Acquisitions & goodwill
from the balance sheet & the 3-year cash-flow recordGoodwill grows only when a company acquires and falls only when it concedes it overpaid. The size of that bet, the cash put into buying rather than building, and how much has already been written off.
None written down over the record; the goodwill is still carried at full cost. That is the deals holding their value on the books so far; whether they keep doing so is the test an owner watches, since the write-down, when it comes, is the admission the price was too high.
Goodwill, acquired intangibles and equity from the latest balance sheet; acquisition spend and write-downs summed across the 3-year record, from the company's own filings.
Management, ownership & pay
read the proxy →From the proxy: how much of the business the people running it own, and how they are paid.
- Insider ownership1.7%
The stake all directors and executive officers hold together, per the 2026 proxy: skin in the game, the first thing Munger reads.
- CEO pay ratio300:1
What the chief earns for every dollar the median employee makes, per the 2026 proxy.
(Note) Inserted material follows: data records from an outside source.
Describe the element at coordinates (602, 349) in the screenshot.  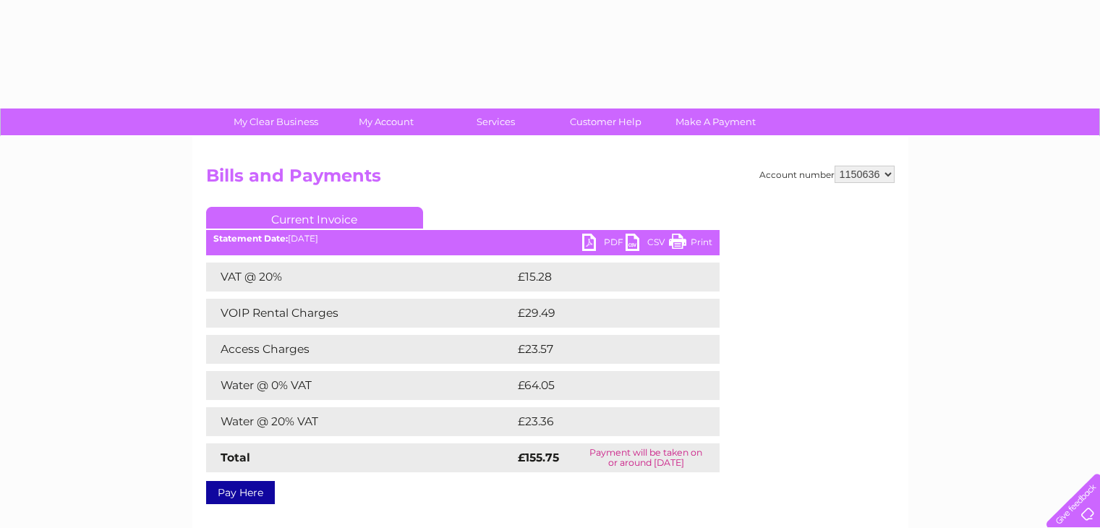
I see `td: £23.57` at that location.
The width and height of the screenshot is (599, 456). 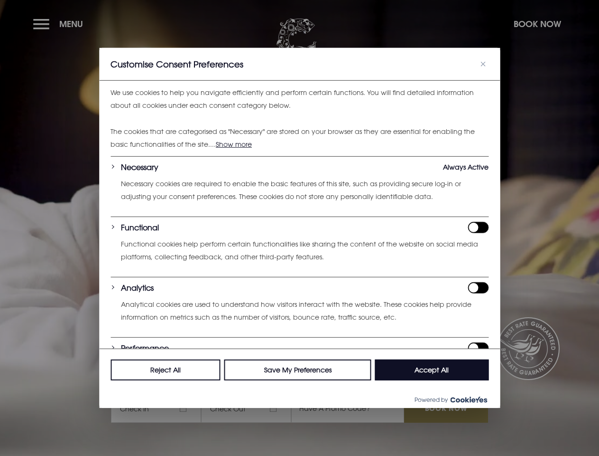 What do you see at coordinates (299, 399) in the screenshot?
I see `div: Powered by` at bounding box center [299, 399].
A high ratio alone settles nothing; some businesses are genuinely top-heavy in scarce skill. A runaway figure is where Buffett starts asking whether the board is doing its job.
- Stock-based compensation$255M
The slice of the business handed to employees in shares this year, 24% of revenue. Buffett's oldest accounting fight: this is compensation, compensation is an expense, real whether or not the headline earnings admit it. One trap: the cash-flow statement adds SBC back, so the operating cash, and the owner earnings drawn from it, are flattered by exactly this amount; counted as the cost it is, what an owner keeps is lower.
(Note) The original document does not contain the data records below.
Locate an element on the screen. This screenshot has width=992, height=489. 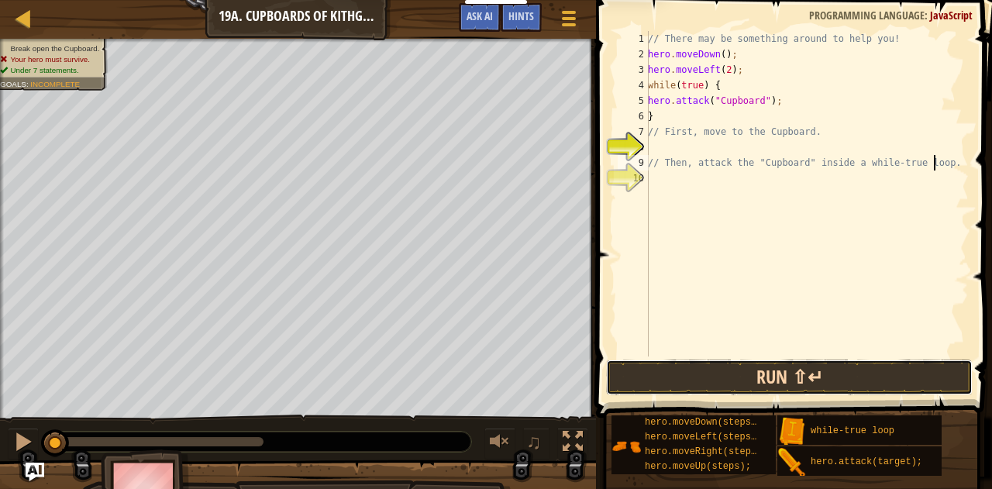
span: hero.moveRight(steps); is located at coordinates (706, 452).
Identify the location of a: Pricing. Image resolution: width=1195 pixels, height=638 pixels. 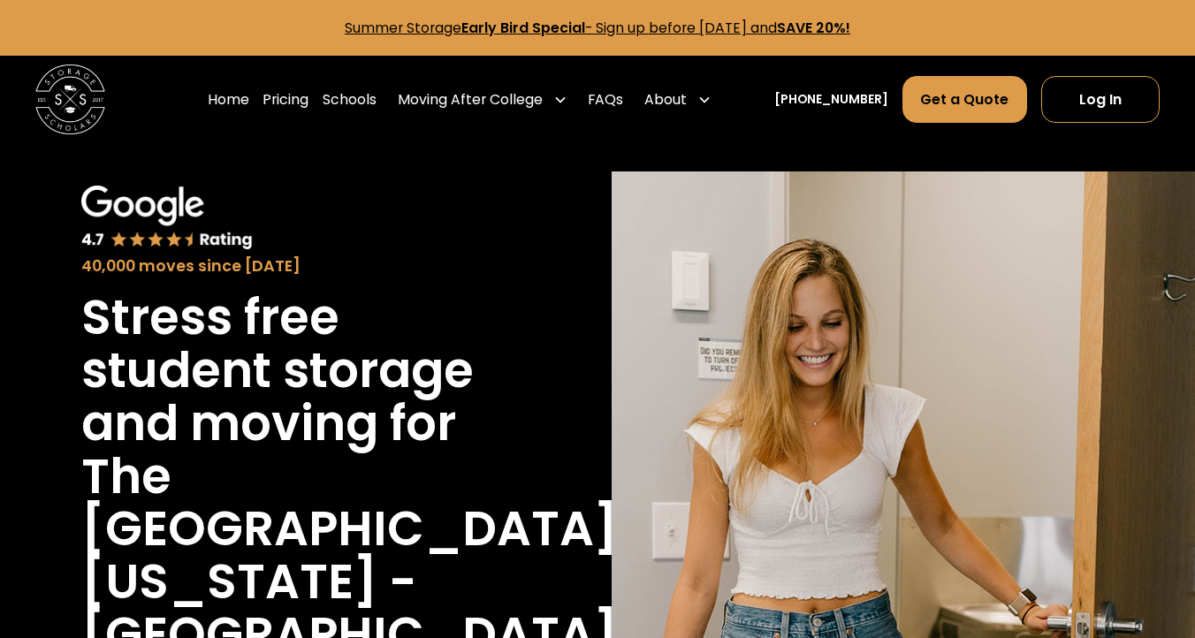
(285, 99).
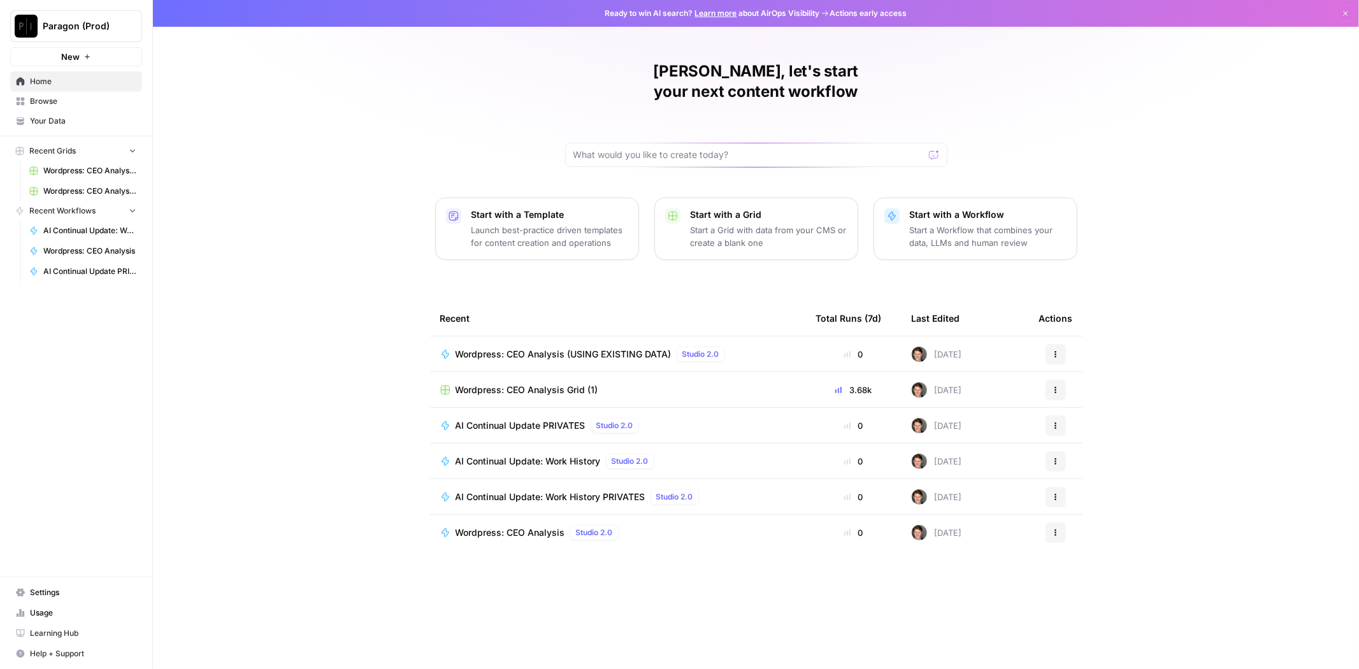  What do you see at coordinates (769, 236) in the screenshot?
I see `p: Start a Grid with data from your CMS or create a blank one` at bounding box center [769, 236].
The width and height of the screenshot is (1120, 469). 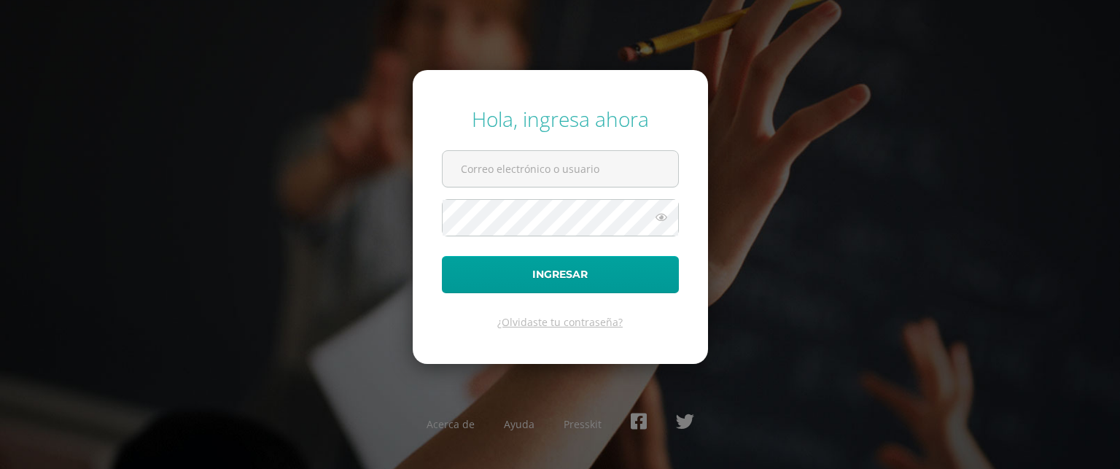 I want to click on a: Ayuda, so click(x=519, y=424).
What an owner would ask, FY2026
read the 10-K →- Which reported numbers are a judgment call?Management names Revenue recognition, Acquisitions, Stock compensation as critical estimates
each rests partly on management's judgment; the filing's note sets out the assumptionsverify →
The questions the record and the charts do not answer on their own; each carries the figure and the place to look.
Peers, Software
The same industry, side by side on owner economics. Each figure is a through-cycle median, so a peak or trough year can’t distort it; the group median at the foot is the line to read each against.
| Company | Revenue | Gross margin | Op. margin | ROIC | Owner earn. margin |
|---|---|---|---|---|---|
| BLKBBlackbaud Inc. | $1.1B | 54% | 4.1% | 3% | 20% |
| MANHManhattan Associates | $1.1B | 55% | 23.3% | 214% | 25% |
| SAILSailPoint Inc. | $1.1B | 64% | -28.7% | -4% | -13% |
| FIGFigma Inc. | $1.1B | 88% | -117.1% | -92% | 23% |
| DUOLDuolingo Inc. | $1.0B | 73% | -6.2% | 44% | 21% |
| ALRMAlarm.com | $1.0B | 63% | 8.7% | 16% | 13% |
| SSentinelOne | $1.0B | 66% | -95.4% | -20% | -47% |
| TENBTenable | $999M | 81% | -9.1% | -10% | 15% |
| Group median | — | 65% | -7.7% | -1% | 17% |
The price
What a price has to assume.
What the price implies
reverse-DCFType today's close and see the owner-earnings growth you'd have to believe to justify it, beside what SailPoint Inc. has delivered.
—
9.0% = the 4.55% 10-year Treasury (Jul 15, 2026) + 4.45 points of equity premium. The rate you require is yours to set.
Enter a price above to run it.
A dated snapshot of the price you typed, the assumptions you set, and what the page showed for them. A snapshot is never edited after it is saved. Your notebook is yours alone — the commitment states what is stored and what we will never do.
Graham capped the multiple at 15×; Buffett and Munger let that rule go: a wonderful business can deserve 50× if the thesis holds. The gate marks the bargain-hunter's floor.
Prefilled with the 10-year Treasury (4.55%, as of Jul 15, 2026). Edit it for today’s exact figure, or a AAA corporate yield.
Graham measured a stock against the bond you could own instead, the heart of his margin of safety. Enter a price above to weigh the owner-earnings yield against this bond.
Owner earnings $201M on 567M shares outstanding, per the 10-Q cover, as of 2026-06-05; net cash $391M. The base is the latest year by default; Normalize values it on the through-cycle median owner-earnings margin (to avoid paying on a peak year). Net of stock comp treats option pay as the expense it is. The dials set the multiple a growth belief justifies; the price, and every dollar on this page, is yours.